With the recent constitutional crisis in Pakistan that we are witnessing, there are no good options left for Pakistan. The unfortunate reality is that Pakistan has to choose between a rock, a hard place, and a fire pit.
The rock is the status quo comprising the corrupt gang of politicians who are just coming to power. These politicians have never acted in the interest of Pakistan in the past. PML-N has always been focused on urban Punjab at the expense of the rest of the country. PPP does not even pay attention to the needs of their base in interior Sindh, let alone Pakistan. Their shallow slogans in support of democracy have not translated into a positive impact on the economic conditions of Pakistanis. And both of them (along with the other smaller parties in the alliance) have been fixated on personally enriching themselves at the expense of Pakistanis for the last 3+ decades.
The hard place is PTI under the leadership of Imran Khan, which does have a vision and genuine interest in transforming Pakistan into an independent and self-reliant nation that is free of corruption and where there are equal opportunities for all social classes. Although, while it focused on doing fundamental reforms for longer-term growth and prosperity, it couldn’t show the diplomatic maturity needed to handle short-term issues, both economic as well as political on foreign and domestic fronts.
The fire pit is the military establishment. They move the chess pieces around and continue to meddle in policy matters to ensure their interests continue to be supported at the expense of national progress. Perhaps they are taking inspiration from the United States where the Military-Industrial complex plays a major role in foreign policy. What they don’t realize is that the USA can afford to do that, being a superpower with the strongest economy in the world and issuer of global reserve currency, which also leads in innovation, business, and technology globally. Pakistan, on the other hand, has been one of the worst governed economies on the planet.
Underlying structural issues
The unfortunate reality is that, regardless of which option Pakistan chooses, the following restraints will continue to keep Pakistan from progressing forward:
First is feudalism, which controls 60-65% of the population and their feudal lords occupy a similar percentage of seats in the assemblies who could never vote for reforms similar to what India did in the 50s to abolish Feudal control. In a society where such a majority doesn’t even have the freedom to vote, democracy becomes a mockery.
Second is the ultra-right religious extremism which continues to meddle in governance and policymaking.
Third is the massive and ever-increasing foreign debt (courtesy of the status quo) which has become unmanageable and holds Pakistan’s sovereignty hostage to foreign influence.
Fourth is the systematic ruining of the largest city, Karachi by all the regimes. Karachi is the biggest city in Pakistan with 25 million inhabitants contributing anywhere from 45% to 60% of the Federal revenue which has been mismanaged and funded incommensurately, due, in large part to ethnically motivated animosity towards the majority of the Karachiites who are the descendants of immigrants from India after partition.
The inevitability that awaits us
There is no guarantee that Pakistan would remain in existence in its current form in perpetuity… Unless we change now and in drastic ways, the stormy clouds that have enveloped Pakistan, will turn into an ominous raging storm, devastating everything in its path…
If history is of any guide, the tide could only be turned if masses rise up. Has Imran Khan’s voice and PTI’s short reign laid these issues out in the open for the masses to rise up compelling leaders to change course?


• _EXERCISE REQUIREMENTS_:
Retype every entry in its entirety, without alteration.

• _RECORDS PROVIDED_:
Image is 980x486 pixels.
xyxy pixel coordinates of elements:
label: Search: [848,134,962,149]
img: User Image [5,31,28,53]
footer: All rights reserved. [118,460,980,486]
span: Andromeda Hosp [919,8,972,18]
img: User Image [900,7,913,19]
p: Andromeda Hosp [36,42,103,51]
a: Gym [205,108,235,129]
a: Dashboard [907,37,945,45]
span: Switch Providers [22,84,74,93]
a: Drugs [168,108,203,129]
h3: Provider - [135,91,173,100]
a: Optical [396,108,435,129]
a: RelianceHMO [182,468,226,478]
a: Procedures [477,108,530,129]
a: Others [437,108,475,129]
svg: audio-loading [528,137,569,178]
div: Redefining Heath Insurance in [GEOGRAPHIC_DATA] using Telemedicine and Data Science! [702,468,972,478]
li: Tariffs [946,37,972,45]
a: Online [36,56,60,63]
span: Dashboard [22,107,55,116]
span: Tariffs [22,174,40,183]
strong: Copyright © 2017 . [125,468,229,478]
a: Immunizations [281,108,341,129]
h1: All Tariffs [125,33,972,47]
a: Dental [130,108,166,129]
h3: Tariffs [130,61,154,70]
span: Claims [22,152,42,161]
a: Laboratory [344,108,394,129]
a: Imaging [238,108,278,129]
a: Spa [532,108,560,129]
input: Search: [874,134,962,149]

• _RESULT_:
Image is 980x486 pixels.
xyxy pixel coordinates of elements:
label: Search: [848,134,962,149]
img: User Image [5,31,28,53]
footer: All rights reserved. [118,460,980,486]
span: Andromeda Hosp [919,8,972,18]
img: User Image [900,7,913,19]
p: Andromeda Hosp [36,42,103,51]
a: Gym [205,108,235,129]
a: Dashboard [907,37,945,45]
span: Switch Providers [22,84,74,93]
a: Drugs [168,108,203,129]
h3: Provider - [135,91,173,100]
a: Optical [396,108,435,129]
a: RelianceHMO [182,468,226,478]
a: Procedures [477,108,530,129]
a: Others [437,108,475,129]
svg: audio-loading [528,137,569,178]
div: Redefining Heath Insurance in [GEOGRAPHIC_DATA] using Telemedicine and Data Science! [702,468,972,478]
li: Tariffs [946,37,972,45]
a: Online [36,56,60,63]
span: Dashboard [22,107,55,116]
span: Tariffs [22,174,40,183]
strong: Copyright © 2017 . [125,468,229,478]
a: Immunizations [281,108,341,129]
h1: All Tariffs [125,33,972,47]
a: Dental [130,108,166,129]
h3: Tariffs [130,61,154,70]
span: Claims [22,152,42,161]
a: Laboratory [344,108,394,129]
a: Imaging [238,108,278,129]
a: Spa [532,108,560,129]
input: Search: [874,134,962,149]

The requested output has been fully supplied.